The terrible and comforting thing about following a well-trodden path is that it provides easy answers to a lot of uncomfortable questions. Where am I going to intern this summer? How am I going to find a job after graduation? Is this really the field where I want to stake out a career? While the popular choice may not provide the right answers, it does provide convenient ones.
It takes gumption to go against the grain, especially because the four years in high school are, to some extent, an exercise in checking all the right boxes. In a way, I bet majoring in a lucrative major or taking an investment banking internship feels a bit like taking the right APs or testing into the honors program. There’s nothing wrong with choosing the popular major or internship, but I worry that Stanford students don’t ever really explore their options. I think that one of the biggest advantages of going to Stanford is the great education and the ability that gives you to take career risks.

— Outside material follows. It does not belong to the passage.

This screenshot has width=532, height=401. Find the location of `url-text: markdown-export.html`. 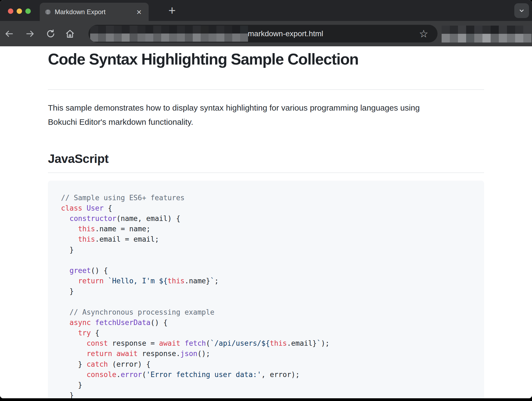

Majoring in a less vocational field or not taking the standard internship means it’s more difficult to answer the question “so, what are you going to do with that?” The opportunities are too diffuse, the world too open, to answer with a breezy “Google.” It takes a lot of courage to launch yourself into the great unknown, trusting your convictions and passions while seeing everyone around you make $20,000 in a summer or get a quarter million to launch a company. You need to dig deep.
I’m going to make a prediction that there are going to be slightly fewer engineering majors and McKinsey interns in the freshmen and sophomore classes. The pressure for conformity is dampened by distance, and even students living on campus don’t have the same dorm experience discussing existentialism and starting salaries late into the night.
We’re missing a lot this year, but I think distance learning gives us all a special opportunity. It gives us the chance to take a deep breath and take a step back. Stanford is a brilliant, crazy burst of energy. It’s fun, it’s entertaining, it’s nausea-inducing and sometimes in college you need the exact opposite of the college experience. You need a dead quiet Saturday night and a starry night sky to ponder.